Madam Speaker, I rise today in strong support of the National Defense Authorization Act. I begin by congratulating and thanking Chairman Smith and Ranking Member Rogers, as well as my counterparts on the CITI Subcommittee, Ranking Member Banks and former Ranking Member Stefanik for their bipartisan collaboration in helping to craft a national defense bill for the 61st consecutive year.

Thanks to the work of my subcommittee, this legislation includes a significant increase in early-stage research. Our research enterprise has always ensured our technology superiority. It is how we won the space race. Today, as the battlefield expands into cyberspace and outer space, we find ourselves facing a more aggressive Russia and China. I am proud that Congress has unlocked funds for hypersonics defense, directed energy, quantum computing, machine learning, and biotechnology so that we never send our war fighters into a fair fight.

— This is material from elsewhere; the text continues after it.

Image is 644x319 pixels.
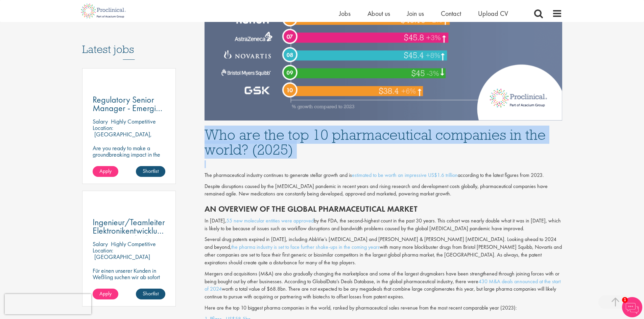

Madam Speaker, I am most proud that this bill includes many recommendations from the National Security Commission on Artificial Intelligence, including funds to accelerate the deployment of new technology to the war fighter. I am also proud that in our first year as a subcommittee, the Subcommittee on Cyber, Innovative Technologies, and Information Systems, we have made significant investments in our cybersecurity forces, set a course for improved cybersecurity governance within the Department, and continue to strengthen the Department of Homeland Security's Cybersecurity and Infrastructure Security Agency.

The NDAA also fully funds key national security platforms, the Virginia-class and Columbia-class submarine programs. I thank the Rhode Islanders who build our Nation's submarines and make our country safer. Finally, this bill funds installation resilience projects to address the ongoing threat from climate change.

These achievements would not have been possible without the work of my subcommittee staff and personal staff.

I thank Michael Hermann, Josh Stiefel, Troy Nienberg, Payson Ruhl, Caroline Goodson, and Juliann Hitt, and former staffers Bess Dopkeen and Caroline Kehrli.

Madam Speaker, I urge all of my colleagues to support this bipartisan commitment to national security.